• [Work request]
Restate word for word the lines below, from the one containing "Describe the element at coordinates (710, 290)" through the final line, with no pictures included.

Stored records:
○ ○ ○ ○ ○ ○ ○

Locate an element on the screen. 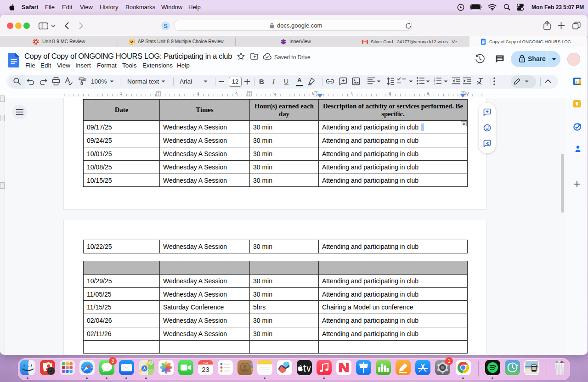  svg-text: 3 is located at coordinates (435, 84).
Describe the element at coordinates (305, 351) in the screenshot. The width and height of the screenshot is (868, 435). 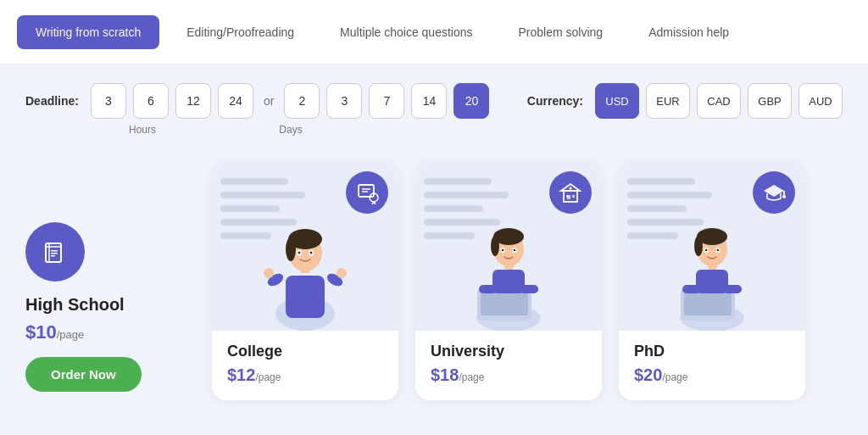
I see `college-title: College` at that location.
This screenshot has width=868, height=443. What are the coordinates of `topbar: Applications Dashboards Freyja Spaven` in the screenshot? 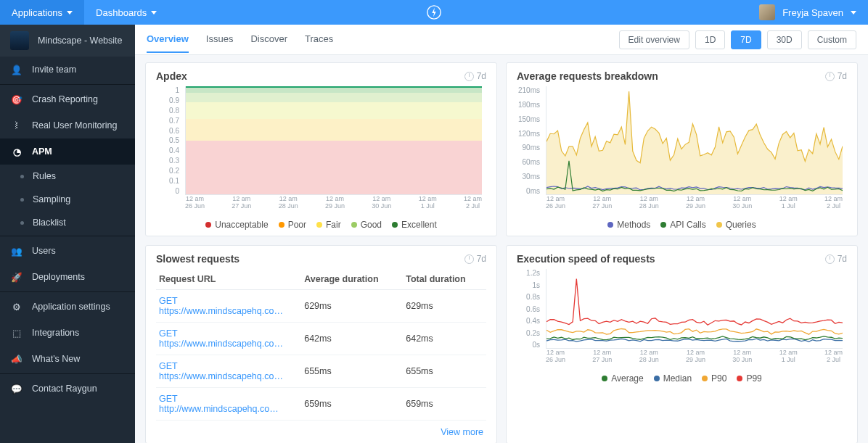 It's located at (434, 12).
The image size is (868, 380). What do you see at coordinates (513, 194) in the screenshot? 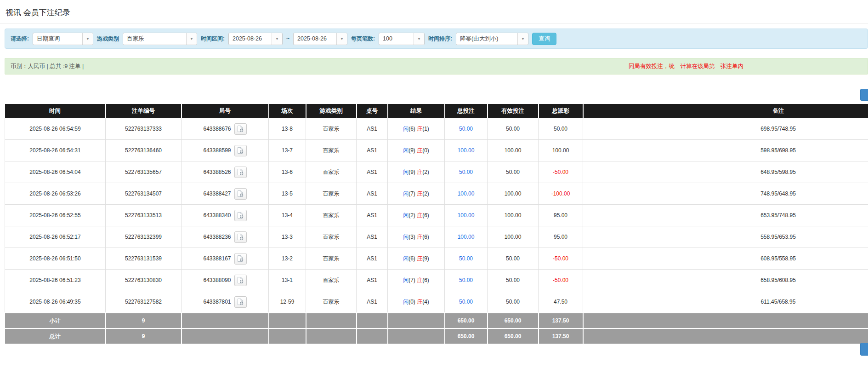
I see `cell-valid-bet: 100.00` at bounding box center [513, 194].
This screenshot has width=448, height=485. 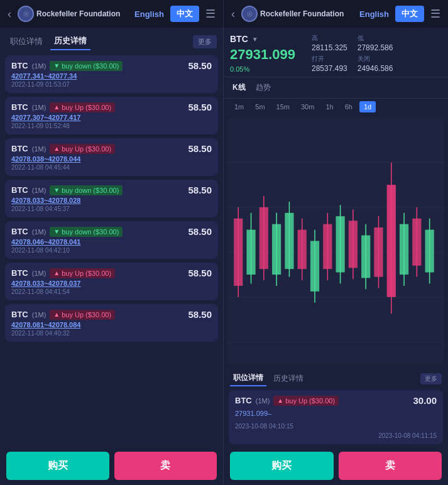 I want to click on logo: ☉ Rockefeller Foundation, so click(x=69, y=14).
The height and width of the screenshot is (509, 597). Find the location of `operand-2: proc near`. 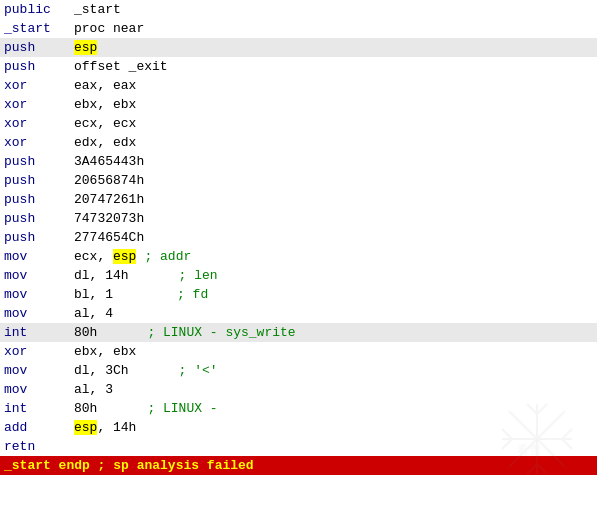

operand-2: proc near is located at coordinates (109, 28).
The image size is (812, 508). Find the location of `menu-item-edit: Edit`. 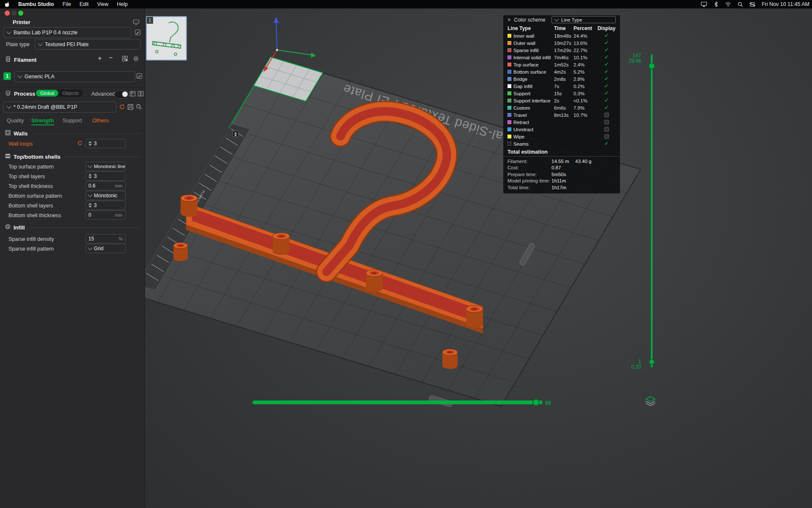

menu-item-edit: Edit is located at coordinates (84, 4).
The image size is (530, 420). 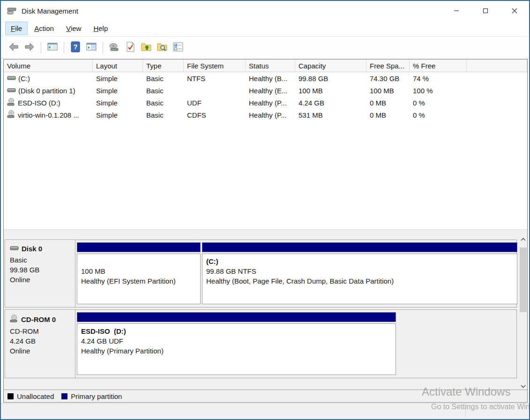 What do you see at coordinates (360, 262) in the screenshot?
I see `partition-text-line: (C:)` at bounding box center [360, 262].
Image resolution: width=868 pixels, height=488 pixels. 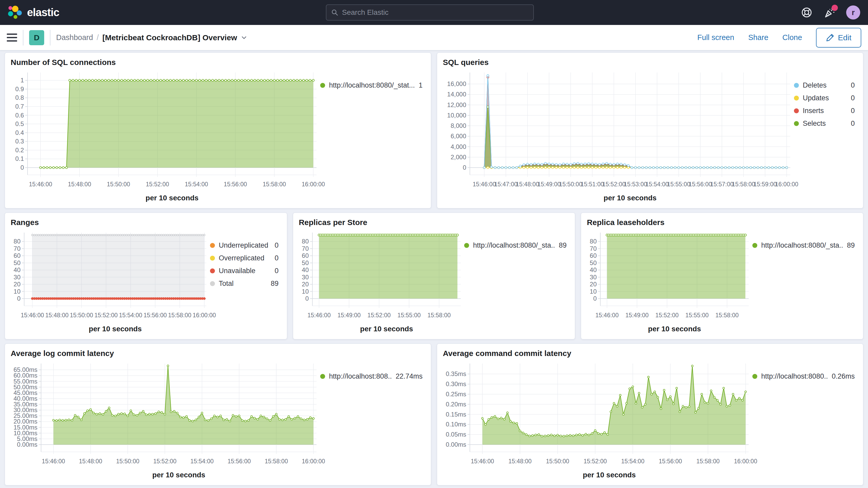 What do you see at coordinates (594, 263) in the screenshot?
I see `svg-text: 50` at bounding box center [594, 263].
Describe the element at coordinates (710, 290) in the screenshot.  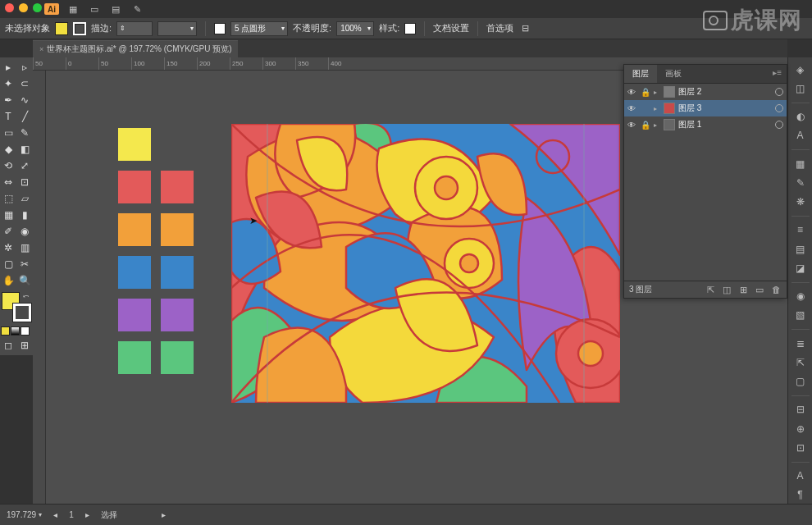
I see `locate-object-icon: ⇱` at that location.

○ ○ ○ ○ ○ ○ ○

• [Answer space]
Describe the element at coordinates (710, 290) in the screenshot.  
I see `locate-object-icon: ⇱` at that location.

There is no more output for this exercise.